A classic by now, but always timely, this book by Fr. Alexander Schmemann, titled: Eucharist, is not, as the author suggests, a scientific liturgical study, nor a strict memorandum of the Divine Liturgy. It is more the fruit of a thirty-year course of Fr. Alexander as priest and teacher, with a continuous posing of questions about the future of the Church and the position of Eucharist within it. For this reason, though first translated in Greek many years ago, it continues to inspire and attract the interest of readers who deal with such issues.
The interest on the position of Eucharist in the life of the Church, but also on liturgical studies in general, has considerably increased the last decades in our country. No doubt, Fr. Alexander Schmemann’s work and its wide propagation in Greece contributed to this. Eucharist has been conceived not simply as the centre of devotional life, but also as the heart of the Church itself.
Re-baptism in such theological self-consciousness came to replace decades of moralism and legalism in our ecclesiastical life and juxtapose the living Eucharistic experience with talk of duty and rationalism. A new air of Orthodox theological self-consciousness seemed to blow in our domestic theological affairs and with its regenerating breath set on the theological table a plethora of issues about our liturgical theology, Eucharistic ecclesiology and authentic devotional intentness on the eschatological message of the Resurrection. Liturgical conferences, relevant doctoral dissertations, studies on the liturgical renaissance have been in bloom.

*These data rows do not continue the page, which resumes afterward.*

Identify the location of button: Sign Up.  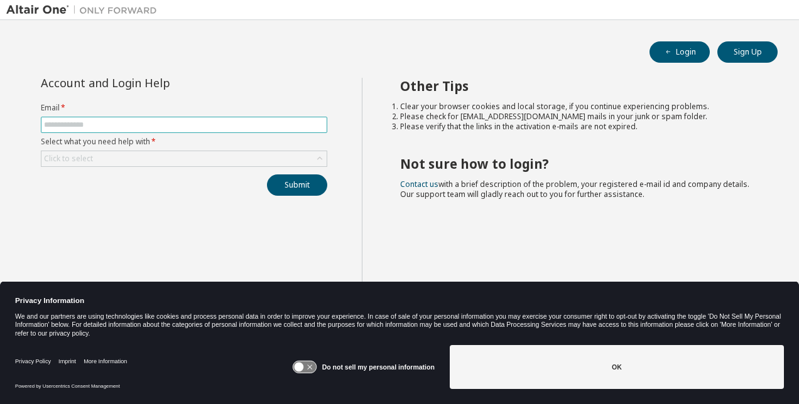
(747, 52).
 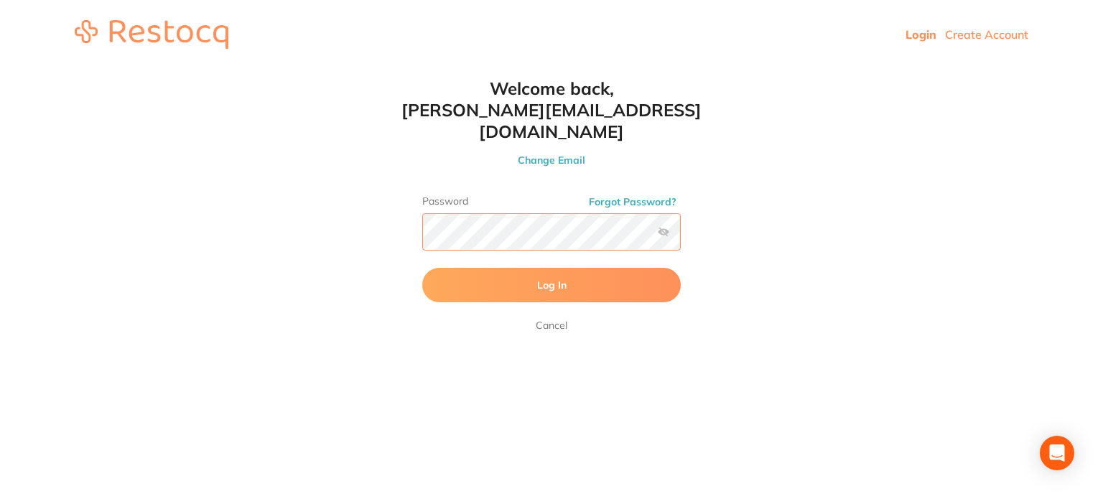 What do you see at coordinates (987, 34) in the screenshot?
I see `a: Create Account` at bounding box center [987, 34].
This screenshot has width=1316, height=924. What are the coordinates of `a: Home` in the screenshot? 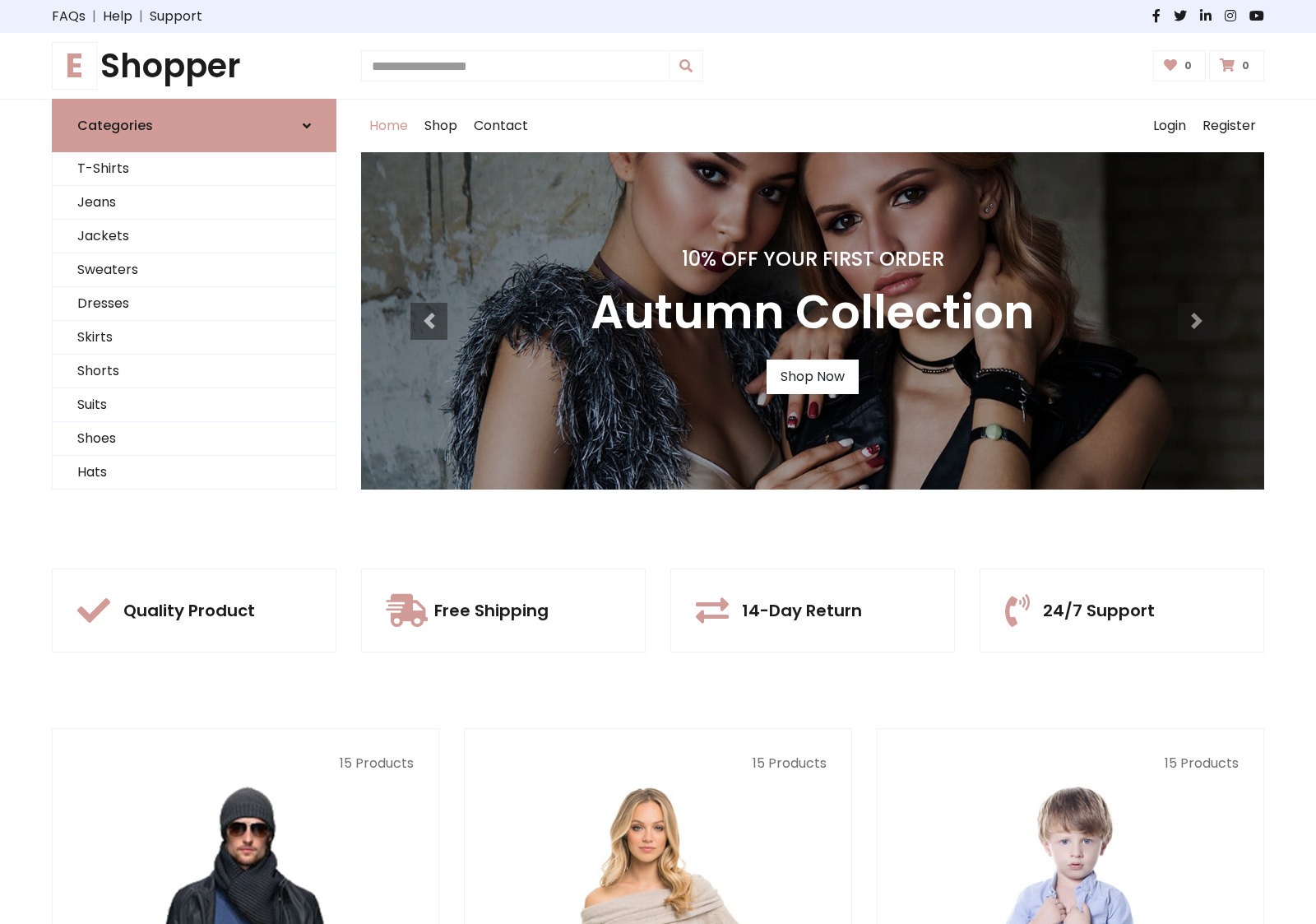 It's located at (388, 126).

More than forty years later, perhaps, as the book’s translator points out, the same liturgiological concern is needed, this time about the hyperbole of analysis and the scientific overload, which has possibly covered up the primary, vital and saving message of our ecclesiastical worship and mainly of the Divine Eucharist.
Although the author unreservedly characterizes the “crisis” in the Church as crisis of the Eucharist, still, he does not consider the reformations and modernizations a panacea solution, but rather calls for a return to the vision and experience that Eucharist infused in the life of the Church from the beginning. Fr. Alexander attempts with his book to serve the rebirth in this vision. By means of a step by step theological analysis of the Eucharist, Fr. Schmemann, more a theologian and less a historian of worship, initiates, in an eloquent and comprehensible way, his readers into the “supper” of the Kingdom.